Freedom is not the same as having the capacity to endlessly consume. The latter is not freedom, its cancer. And I fear we Americans are confusing the two all the time.
What happens when we define freedom as addiction? We pervert the original vision the founders had of Man, a vision far too cognizant of his shortcomings and tendency toward corruption. And we bring the excesses of Promethean man to its logical conclusion.
Having been unsatisfied with stealing fire from the gods, Promethean Man consumes it endlessly, and burns up his own insides in the process. This may feel dramatic but I think it is an apt metaphor for some of our consumptive patterns, especially as they unfold on social media.
Exteriority shapes interiority, and vice versa. If we interface with the world as though its only purpose was to bring us constant dopamine hits, we will start to treat ourselves and each other in this way, like heroin hits. We will find ourselves easily bored and untrained in the ways of solitude.
That pioneering spirit which has defined the American ethos for so long is going to start to look like restlessness, a murky lack-of-centeredness; like the fictional story of John Smith falling for Pocahontas in Terrence Malick's gorgeous 'The New World,' where Smith could not fully surrender to his love because he had no center on which to stand in the first place. He searched endlessly for something outside of himself perhaps because within there was nothing solid to be found. And in this sense, it was not Smith who discovered the new world but Pocahontas, one where many Europeans were strangers in a more tragic sense of that word, as they were strangers to themselves. To make this alienation an aspiration is to complete the act of selling your soul.
In the twelve-step world, we refer to a person “pulling a geographic.” That’s when a person thinks they can change their internal world—and obtain or recommit to their sobriety—by making an external move, by relocating to a new apartment, house, city, or country. But you can never move away from yourself.
In the twelve-step world, we refer to a person “pulling a geographic.” That’s when a person thinks they can change their internal world—and obtain or recommit to their sobriety—by making an external move, by relocating to a new apartment, house, city, or country. But you can never move away from yourself.
Well said, Chloe! Satisfaction and Certainly...
Subconsciously fundamentalist in our psyches are dead ends at best.
Powerful 💛
“We will find ourselves easily bored and untrained in the ways of solitude. “ -- so glad to have found you. Well said.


▶ [WORK TO COMPLETE] Each line of the data holding "interactable" should be found and copied.

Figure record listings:
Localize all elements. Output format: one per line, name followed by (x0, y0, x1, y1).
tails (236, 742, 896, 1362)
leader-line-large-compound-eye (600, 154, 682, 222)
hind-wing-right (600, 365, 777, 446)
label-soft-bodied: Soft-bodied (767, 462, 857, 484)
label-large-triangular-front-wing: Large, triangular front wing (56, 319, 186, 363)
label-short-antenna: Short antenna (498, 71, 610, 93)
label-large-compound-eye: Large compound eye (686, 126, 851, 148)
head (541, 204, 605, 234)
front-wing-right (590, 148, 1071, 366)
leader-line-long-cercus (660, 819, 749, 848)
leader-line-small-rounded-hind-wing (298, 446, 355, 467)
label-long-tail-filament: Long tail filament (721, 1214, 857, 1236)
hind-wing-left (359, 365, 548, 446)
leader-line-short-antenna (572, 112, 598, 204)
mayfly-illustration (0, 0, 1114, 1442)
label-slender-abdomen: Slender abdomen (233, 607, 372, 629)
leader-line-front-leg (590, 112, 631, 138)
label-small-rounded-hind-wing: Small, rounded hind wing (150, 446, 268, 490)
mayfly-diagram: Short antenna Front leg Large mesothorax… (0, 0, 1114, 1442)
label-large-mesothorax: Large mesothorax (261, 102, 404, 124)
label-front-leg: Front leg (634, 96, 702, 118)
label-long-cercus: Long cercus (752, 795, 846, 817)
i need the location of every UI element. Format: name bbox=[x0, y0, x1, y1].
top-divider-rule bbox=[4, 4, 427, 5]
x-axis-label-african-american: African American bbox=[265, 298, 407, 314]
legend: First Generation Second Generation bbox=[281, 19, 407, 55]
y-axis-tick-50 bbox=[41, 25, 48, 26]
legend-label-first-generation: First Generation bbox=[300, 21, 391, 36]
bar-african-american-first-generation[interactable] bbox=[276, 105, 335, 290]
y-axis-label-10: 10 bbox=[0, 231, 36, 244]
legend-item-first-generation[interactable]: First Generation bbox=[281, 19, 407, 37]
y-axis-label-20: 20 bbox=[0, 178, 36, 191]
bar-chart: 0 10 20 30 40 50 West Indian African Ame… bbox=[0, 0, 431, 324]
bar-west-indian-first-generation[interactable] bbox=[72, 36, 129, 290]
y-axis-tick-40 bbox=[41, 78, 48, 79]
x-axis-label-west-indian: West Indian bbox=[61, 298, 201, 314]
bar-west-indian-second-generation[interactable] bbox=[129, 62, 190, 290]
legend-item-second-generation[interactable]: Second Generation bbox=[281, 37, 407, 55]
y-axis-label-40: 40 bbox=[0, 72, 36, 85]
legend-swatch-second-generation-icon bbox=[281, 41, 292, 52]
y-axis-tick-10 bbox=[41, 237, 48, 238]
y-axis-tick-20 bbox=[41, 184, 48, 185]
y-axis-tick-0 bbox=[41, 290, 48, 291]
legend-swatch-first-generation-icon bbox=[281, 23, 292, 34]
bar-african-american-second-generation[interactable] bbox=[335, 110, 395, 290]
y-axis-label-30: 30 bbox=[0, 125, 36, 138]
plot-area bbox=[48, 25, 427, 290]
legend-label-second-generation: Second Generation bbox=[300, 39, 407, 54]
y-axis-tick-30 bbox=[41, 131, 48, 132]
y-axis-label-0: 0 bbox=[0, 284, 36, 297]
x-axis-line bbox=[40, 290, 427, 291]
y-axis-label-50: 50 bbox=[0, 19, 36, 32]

▶ [WORKED SOLUTION]
bar-african-american-first-generation[interactable] bbox=[276, 105, 335, 290]
legend-item-first-generation[interactable]: First Generation bbox=[281, 19, 407, 37]
bar-west-indian-first-generation[interactable] bbox=[72, 36, 129, 290]
bar-west-indian-second-generation[interactable] bbox=[129, 62, 190, 290]
legend-item-second-generation[interactable]: Second Generation bbox=[281, 37, 407, 55]
bar-african-american-second-generation[interactable] bbox=[335, 110, 395, 290]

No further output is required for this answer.